If the surgery can be done laproscopically, I can go home after one or two nights and go back to work in two to three weeks.

Otherwise, the recovery is a lot longer.

If you are awake at 7:30 Eastern Time tomorrow morning...and can spare a minute to send good, routine, laproscopic thoughts my way...please do.

*The Love Song of J. Alfred Prufrock, T.S. Eliot

Friday, May 08, 2009

I Went Down to the Fishing Hole, and I Set Down With My Fishing Pole*


This was taken last night, from Husband's phone, so it's not the best picture there ever was, but I hope you can see the glee on her face. This child loves to fish like no child I have ever known. (This was from her first cast, by the way.) (I mean, her first cast of the evening, not her first cast, ever. Because, as I said, this child LOVES to fish.)

* Woody Guthrie, Talking Fishing Blues

Thursday, May 07, 2009

Careening Through the Universe, You're Axis on a Tilt, You're Guiltless and Free, I Hope You Take a Piece of Me With You*

Driving Lana to the doctor's office** on Tuesday afternoon, we were passed by three men on Harley Davidson's.

I was going 70 in a 65*** on the interstate, so the motorcycles must have been going at least 75.

"Mama?" Lana asked from the back seat.

"Lana?" I answered. (She likes it when I say "Lana" when she says, "Mama". I don't know why. Maybe she just likes the balance of the sounds.)

"Did you see those motorcycles?" she asked.

"I did." I answered.

"Did you know you could take a motorcycle on a big, fast road like this?" she asked.

"Well," I said. "You CAN take a motorcycle on a big, fast road like this, but I'm not sure it's a great idea."

"I don't want to ride a motorcycle on this kind of road," she said.

(Inwardly, I said a little prayer of thanksgiving for small favors.)

Lana recently told my friend Heather than she (Lana) and her mommy had ridden a motorcycle in Vietnam. Heather had gently tried to clarify if Lana meant that she had ridden a motorcycle with ME or with her foster mother, and Lana had insisted that she and *I* had ridden a motorcycle together in Vietnam, which is simply not true.

I decided that it was a good a time as any to explore what Lana had meant by that conversation.

"Lana?" I asked.

"Mama?" she answered. (There we go with the call and answer thing again.)

"Did you ride motorcycles with the mommy you had before I was your mommy?" (Ponder, for a moment, the monumentally small odds of the necessity of this sentence being formed under any normal circumstances. I KNOW. It's weird. It's a weird sentence.)

"Of course," she answered. "All the time."

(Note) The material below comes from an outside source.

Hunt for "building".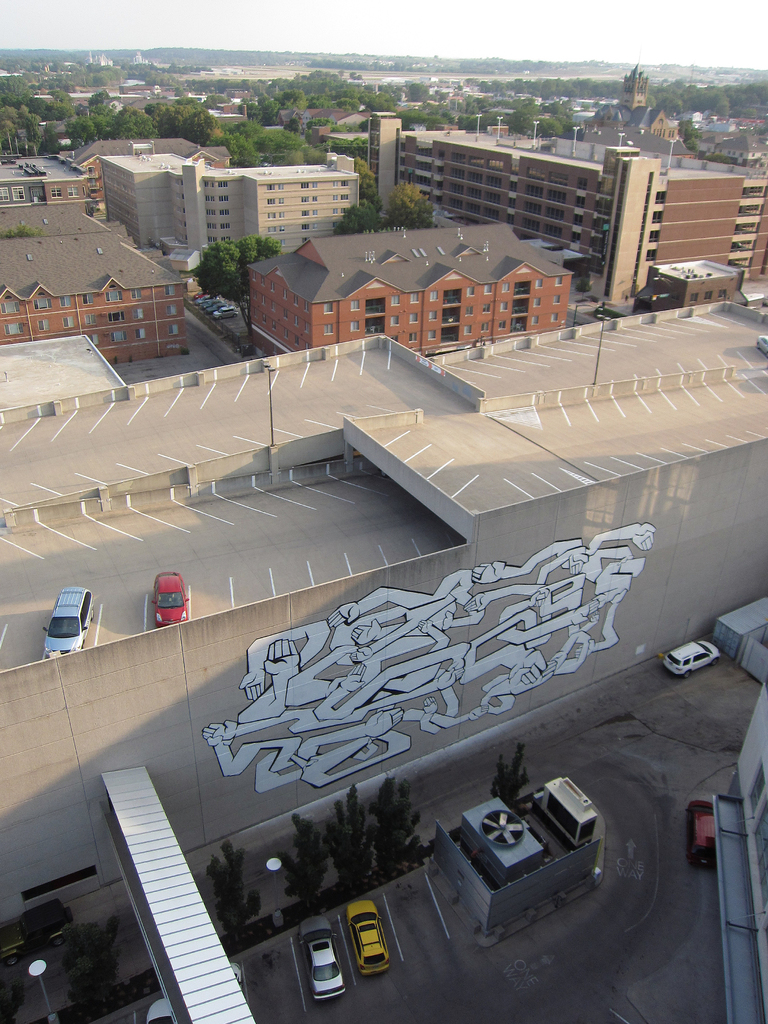
Hunted down at x1=96 y1=155 x2=362 y2=269.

She said this very matter-of-factly. As if this was not a conversation of extreme importance. As if everyone on the planet, at one time or other, had had another mother who rode motorcycles with them.

"Did you ride on big fast roads like this one?" I asked.

"No, mommy. We rode on bumpy, small roads."

"Oh," I said. (What else COULD I say? Really?)

"There weren't any big, fast roads like this, mom," she said.

"Oh?" I said again. (I'm predictable that way, I guess.)

"Vietnam is a very old place, mom, that's why. A very old place with small bumpy roads."

I tried very hard not to laugh at loud. I suppose I should have taken the opportunity to point out that it was a very old place with delicious food and a complex and fascinating history, or at least that it boasts fabulous beaches. Something she could relate to.

But I was a bit busy being gobsmacked by the idea that my daughter not only remembers the mother she had before me, but that she can also talk about her in the most casual way. That what my daughter remembers, of the time before me, is riding on a motorcycle, on small bumpy roads, in a very old place.

LM

* Third Eye Blind, Motorcycle Drive By
**Because she has a UTI. Again.
***Please do not turn me over to the authorities.